10 points to anyone who gets that.

Keeping with the theme of random, here are some books I haven't reviewed yet. That's today's theme. I really need to catch up. I didn't start keeping notes until January and I'm still facing a backlog since September, so these are kinda short, because my memory isn't that long. Still, you get the last impression of a book. OK-- I've started writing this post. The "theme" has been narrowed a wee bit. These are all YA books that I liked. Not shout-from-the-roof-tops-love, but really enjoyed and liked.


Doing It by Melvin Burgess

This is hilarious, but not nearly as frothy-fun as I was expecting it to be. The basic premise is a bunch of British boys trying to get laid. One of them ends up boinking his teacher. One is obsessed with finding some action for Mr. Knobby Knobster. Burgess injects a lot of humor into this, but it's not the male equivelent of Georgia Nicolson. There are real issues here that are seriously dealt with, but it's not angst-ridden.


Eva Underground by Dandi Daley Mackall

This is a really interesting book about a teenager whose father is an organizer for the Polish Underground, so they move to Poland so he can, um, organize. It's a great look at fitting in to a new culture as well as life behind the Iron Curtain. I think it will really spark some further research in some readers, as you're never sure quite *when* it takes place until JPII gets elected Pope and everyone in Poland is super-excited. There were a few minor details that got me though-- one is a type towards the end where the printer switched Krakow and Warsaw, so that page made NO sense. The other is that she misses hanging out at Abercrombie and Fitch, even though that really wasn't a mall store until the late 90s. Just saying. Still, an awesome book.


Yellow Line by Sylvia Olsen

This is the first book I've read put out by Orca Soundings. This is a hi/lo line of books (high content level, low reading level). I was really surprised by how good it was. Vince lives in Pacific Canada in a small town near a First Nations reservation. The two ethnic groups (White and First Nation) segregate themselves everywhere-- in living, on the school bus. One on each side of a yellow line. Because this is a short book, things happen fast. Vince's friend and cousin, Sherry, starts dating someone who's First Nation. Vince develops a crush on a girl who is. The parents and some of Vince's friends are literally violently opposed to this idea. The plot comes quickly and there isn't a lot of character development, but it still sheds enough light on a heady topic and situation.

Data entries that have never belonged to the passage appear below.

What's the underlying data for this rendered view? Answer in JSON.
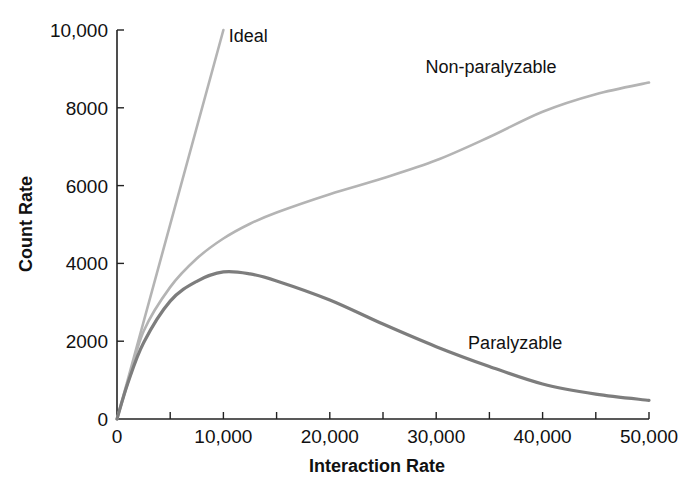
{
  "chart_data": {
    "type": "line",
    "title": "",
    "xlabel": "Interaction Rate",
    "ylabel": "Count Rate",
    "xlim": [
      0,
      50000
    ],
    "ylim": [
      0,
      10000
    ],
    "grid": false,
    "legend_position": "inline labels",
    "x_ticks": [
      0,
      10000,
      20000,
      30000,
      40000,
      50000
    ],
    "x_tick_labels": [
      "0",
      "10,000",
      "20,000",
      "30,000",
      "40,000",
      "50,000"
    ],
    "x_minor_ticks": [
      5000,
      15000,
      25000,
      35000,
      45000
    ],
    "y_ticks": [
      0,
      2000,
      4000,
      6000,
      8000,
      10000
    ],
    "y_tick_labels": [
      "0",
      "2000",
      "4000",
      "6000",
      "8000",
      "10,000"
    ],
    "x": [
      0,
      1000,
      2500,
      5000,
      7500,
      10000,
      12500,
      15000,
      20000,
      25000,
      30000,
      35000,
      40000,
      45000,
      50000
    ],
    "series": [
      {
        "name": "Ideal",
        "color": "#b4b4b4",
        "x": [
          0,
          10000
        ],
        "values": [
          0,
          10000
        ]
      },
      {
        "name": "Non-paralyzable",
        "color": "#b4b4b4",
        "values": [
          0,
          913,
          2256,
          3390,
          4125,
          4640,
          5020,
          5310,
          5780,
          6190,
          6650,
          7250,
          7900,
          8350,
          8650
        ]
      },
      {
        "name": "Paralyzable",
        "color": "#7d7d7d",
        "values": [
          0,
          907,
          1960,
          3030,
          3540,
          3780,
          3730,
          3550,
          3060,
          2440,
          1860,
          1350,
          900,
          640,
          480
        ]
      }
    ],
    "annotations": [
      {
        "text": "Ideal",
        "x": 10500,
        "y": 9700
      },
      {
        "text": "Non-paralyzable",
        "x": 29000,
        "y": 8900
      },
      {
        "text": "Paralyzable",
        "x": 33000,
        "y": 1800
      }
    ]
  }
}
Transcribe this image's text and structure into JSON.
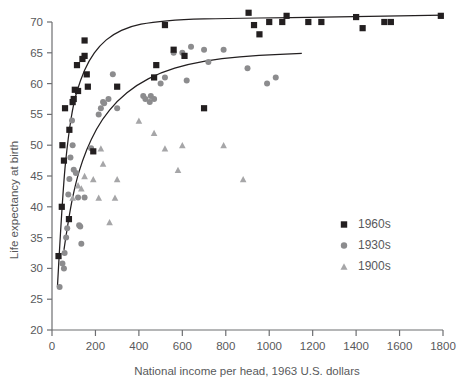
{
  "chart_data": {
    "type": "scatter",
    "title": "",
    "xlabel": "National income per head, 1963 U.S. dollars",
    "ylabel": "Life expectancy at birth",
    "xlim": [
      0,
      1800
    ],
    "ylim": [
      20,
      70
    ],
    "xticks": [
      0,
      200,
      400,
      600,
      800,
      1000,
      1200,
      1400,
      1600,
      1800
    ],
    "yticks": [
      20,
      25,
      30,
      35,
      40,
      45,
      50,
      55,
      60,
      65,
      70
    ],
    "grid": false,
    "legend_position": "right-middle",
    "series": [
      {
        "name": "1960s",
        "marker": "square",
        "color": "#231f20",
        "points": [
          [
            30,
            32.0
          ],
          [
            45,
            40.0
          ],
          [
            55,
            47.5
          ],
          [
            48,
            50.0
          ],
          [
            60,
            56.0
          ],
          [
            78,
            38.0
          ],
          [
            80,
            52.5
          ],
          [
            95,
            57.0
          ],
          [
            100,
            57.5
          ],
          [
            105,
            59.0
          ],
          [
            115,
            63.0
          ],
          [
            120,
            58.8
          ],
          [
            150,
            64.5
          ],
          [
            150,
            67.0
          ],
          [
            140,
            64.0
          ],
          [
            160,
            61.5
          ],
          [
            165,
            59.5
          ],
          [
            190,
            49.0
          ],
          [
            300,
            59.5
          ],
          [
            470,
            61.0
          ],
          [
            480,
            63.0
          ],
          [
            520,
            69.5
          ],
          [
            560,
            65.5
          ],
          [
            610,
            64.5
          ],
          [
            700,
            56.0
          ],
          [
            905,
            71.5
          ],
          [
            930,
            69.5
          ],
          [
            955,
            68.0
          ],
          [
            1000,
            70.0
          ],
          [
            1060,
            70.0
          ],
          [
            1080,
            71.0
          ],
          [
            1180,
            70.0
          ],
          [
            1240,
            70.0
          ],
          [
            1400,
            70.8
          ],
          [
            1430,
            69.0
          ],
          [
            1530,
            70.0
          ],
          [
            1560,
            70.0
          ],
          [
            1790,
            71.0
          ]
        ]
      },
      {
        "name": "1930s",
        "marker": "circle",
        "color": "#8c8c8e",
        "points": [
          [
            35,
            27.0
          ],
          [
            48,
            30.8
          ],
          [
            55,
            30.0
          ],
          [
            58,
            32.5
          ],
          [
            65,
            35.0
          ],
          [
            70,
            36.5
          ],
          [
            75,
            42.0
          ],
          [
            80,
            44.5
          ],
          [
            85,
            48.0
          ],
          [
            92,
            54.0
          ],
          [
            95,
            50.0
          ],
          [
            100,
            46.0
          ],
          [
            110,
            45.5
          ],
          [
            120,
            41.5
          ],
          [
            125,
            37.0
          ],
          [
            130,
            36.8
          ],
          [
            135,
            34.0
          ],
          [
            150,
            41.5
          ],
          [
            180,
            49.5
          ],
          [
            215,
            55.0
          ],
          [
            225,
            56.0
          ],
          [
            235,
            57.0
          ],
          [
            240,
            56.8
          ],
          [
            260,
            57.5
          ],
          [
            280,
            61.5
          ],
          [
            300,
            56.0
          ],
          [
            420,
            58.0
          ],
          [
            430,
            57.5
          ],
          [
            450,
            57.0
          ],
          [
            455,
            58.0
          ],
          [
            470,
            57.5
          ],
          [
            500,
            60.0
          ],
          [
            520,
            61.0
          ],
          [
            560,
            65.0
          ],
          [
            600,
            65.0
          ],
          [
            620,
            60.5
          ],
          [
            640,
            66.0
          ],
          [
            700,
            65.5
          ],
          [
            720,
            63.5
          ],
          [
            790,
            65.5
          ],
          [
            900,
            62.5
          ],
          [
            990,
            60.0
          ],
          [
            1030,
            61.0
          ]
        ]
      },
      {
        "name": "1900s",
        "marker": "triangle",
        "color": "#a6a6a8",
        "points": [
          [
            95,
            41.5
          ],
          [
            120,
            43.5
          ],
          [
            135,
            43.0
          ],
          [
            150,
            45.0
          ],
          [
            190,
            44.5
          ],
          [
            215,
            41.5
          ],
          [
            225,
            49.5
          ],
          [
            235,
            47.0
          ],
          [
            265,
            37.5
          ],
          [
            290,
            41.5
          ],
          [
            300,
            44.5
          ],
          [
            400,
            54.0
          ],
          [
            470,
            52.0
          ],
          [
            520,
            49.5
          ],
          [
            580,
            46.0
          ],
          [
            600,
            50.0
          ],
          [
            790,
            50.0
          ],
          [
            880,
            44.5
          ]
        ]
      }
    ],
    "fit_curves": [
      {
        "series": "1960s",
        "description": "rising saturating curve from (25,27) flattening near 71",
        "points": [
          [
            25,
            27.0
          ],
          [
            50,
            43.0
          ],
          [
            75,
            51.5
          ],
          [
            100,
            57.0
          ],
          [
            130,
            60.5
          ],
          [
            170,
            63.8
          ],
          [
            220,
            66.2
          ],
          [
            280,
            68.0
          ],
          [
            360,
            69.3
          ],
          [
            460,
            70.0
          ],
          [
            600,
            70.4
          ],
          [
            800,
            70.6
          ],
          [
            1100,
            70.7
          ],
          [
            1400,
            70.9
          ],
          [
            1800,
            71.1
          ]
        ]
      },
      {
        "series": "1930s",
        "description": "rising saturating curve from (55,33) flattening near 65 at 1150",
        "points": [
          [
            55,
            33.0
          ],
          [
            80,
            39.0
          ],
          [
            110,
            44.0
          ],
          [
            140,
            47.5
          ],
          [
            180,
            51.0
          ],
          [
            230,
            54.2
          ],
          [
            300,
            57.2
          ],
          [
            390,
            59.8
          ],
          [
            500,
            61.8
          ],
          [
            630,
            63.2
          ],
          [
            780,
            64.1
          ],
          [
            950,
            64.6
          ],
          [
            1150,
            64.9
          ]
        ]
      }
    ]
  },
  "axis": {
    "y_title": "Life expectancy at birth",
    "x_title": "National income per head, 1963 U.S. dollars",
    "xticks": [
      "0",
      "200",
      "400",
      "600",
      "800",
      "1000",
      "1200",
      "1400",
      "1600",
      "1800"
    ],
    "yticks": [
      "70",
      "65",
      "60",
      "55",
      "50",
      "45",
      "40",
      "35",
      "30",
      "25",
      "20"
    ]
  },
  "legend": {
    "items": [
      {
        "label": "1960s",
        "marker": "square",
        "color": "#231f20"
      },
      {
        "label": "1930s",
        "marker": "circle",
        "color": "#8c8c8e"
      },
      {
        "label": "1900s",
        "marker": "triangle",
        "color": "#a6a6a8"
      }
    ]
  }
}
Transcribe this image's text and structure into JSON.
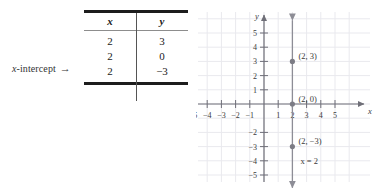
{
  "annotation": {
    "label_prefix": "x",
    "label_rest": "-intercept",
    "arrow": "→"
  },
  "table": {
    "headers": [
      "x",
      "y"
    ],
    "rows": [
      {
        "x": "2",
        "y": "3"
      },
      {
        "x": "2",
        "y": "0"
      },
      {
        "x": "2",
        "y": "−3"
      }
    ]
  },
  "chart_data": {
    "type": "scatter",
    "title": "",
    "xlabel": "x",
    "ylabel": "y",
    "xlim": [
      -6,
      6
    ],
    "ylim": [
      -6,
      6
    ],
    "grid": true,
    "legend": null,
    "x_ticks": [
      -5,
      -4,
      -3,
      -2,
      -1,
      1,
      2,
      3,
      4,
      5
    ],
    "x_tick_labels": [
      "−5",
      "−4",
      "−3",
      "−2",
      "−1",
      "1",
      "2",
      "3",
      "4",
      "5"
    ],
    "y_ticks": [
      5,
      4,
      3,
      2,
      1,
      -2,
      -3,
      -4,
      -5
    ],
    "y_tick_labels": [
      "5",
      "4",
      "3",
      "2",
      "1",
      "−2",
      "−3",
      "−4",
      "−5"
    ],
    "points": [
      {
        "x": 2,
        "y": 3,
        "label": "(2, 3)"
      },
      {
        "x": 2,
        "y": 0,
        "label": "(2, 0)"
      },
      {
        "x": 2,
        "y": -3,
        "label": "(2, −3)"
      }
    ],
    "lines": [
      {
        "equation": "x = 2",
        "type": "vertical",
        "x": 2,
        "label": "x = 2"
      }
    ],
    "colors": {
      "grid": "#e9e9ee",
      "axis": "#6f6f78",
      "plot_line": "#8d8d96",
      "point": "#7c7c85",
      "text": "#3a3a3a"
    }
  }
}
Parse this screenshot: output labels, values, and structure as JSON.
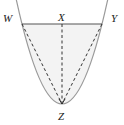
{
  "diagram": {
    "type": "parabola-geometry",
    "labels": {
      "w": "W",
      "x": "X",
      "y": "Y",
      "z": "Z"
    },
    "points": {
      "W": [
        22,
        24
      ],
      "X": [
        62,
        24
      ],
      "Y": [
        102,
        24
      ],
      "Z": [
        62,
        104
      ]
    },
    "colors": {
      "parabola": "#9a9a9a",
      "chord": "#555555",
      "dashed": "#333333",
      "fill": "#f3f3f3",
      "label": "#222222"
    }
  }
}
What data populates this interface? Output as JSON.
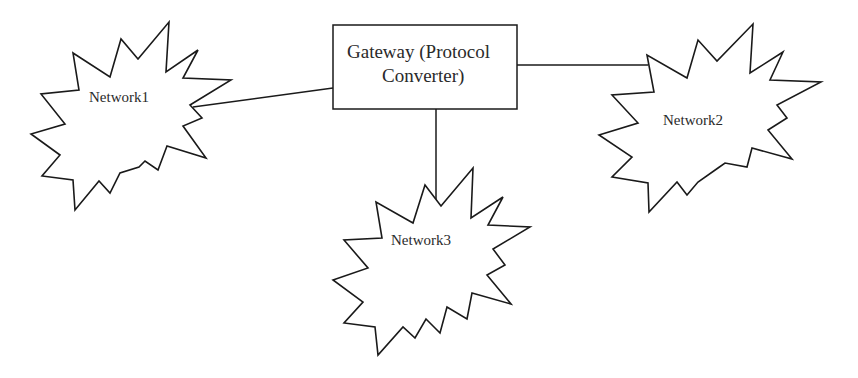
{
  "diagram": {
    "type": "network-topology",
    "gateway": {
      "line1": "Gateway (Protocol",
      "line2": "Converter)"
    },
    "networks": [
      {
        "id": "network1",
        "label": "Network1"
      },
      {
        "id": "network2",
        "label": "Network2"
      },
      {
        "id": "network3",
        "label": "Network3"
      }
    ],
    "connections": [
      {
        "from": "Network1",
        "to": "Gateway (Protocol Converter)"
      },
      {
        "from": "Gateway (Protocol Converter)",
        "to": "Network2"
      },
      {
        "from": "Gateway (Protocol Converter)",
        "to": "Network3"
      }
    ],
    "colors": {
      "stroke": "#1a1a1a",
      "text": "#2a2a2a",
      "background": "#ffffff"
    }
  }
}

Red Kayak by Priscilla Cummings

This is really well written and is on several people's shout-off-the-roof list. The plot and characters just didn't grab me. I'm not sure why. Maybe I just wasn't in the mood the afternoon I read it. Anyway, Brady lives on the northern shore of the Chesapeake Bay. There are new people moving in, new development and McMansions going up. Fishing is threatened. Brady befriends the D'Angelo family, part of the new wave of people coming in. Brady's friends play an awful joke that ends in tragedy. Brady is then torn between doing the right thing and snitching on his friends. It's really well-done and not over-wrought, but still gives the situation the gravitas it needs.


Invisible by Pete Hautman

Dougie is a loner, an outcast, and really, a bit of a weirdo freak. His best friend Andy is athletic and popular. They don't hang out a lot at school but the next-door neighbors talk every night through their bedroom windows. It becomes apparent really quickly that Dougie is not the most reliable of narrators and there's something else going on. Or is it just that with YA fiction we now expect some sort of massive sixth-sense type twist? It was a good book, but I knew something was up way before it was revealed, so the last half of the book I was just thinking what's going on already?!

5 books in one post. And the grocery store now has cherries, so I know where I'm going after work.

Yes, my dinner tonight will be cheese and cherries and bread with olive oil. Yummy. I can't wait.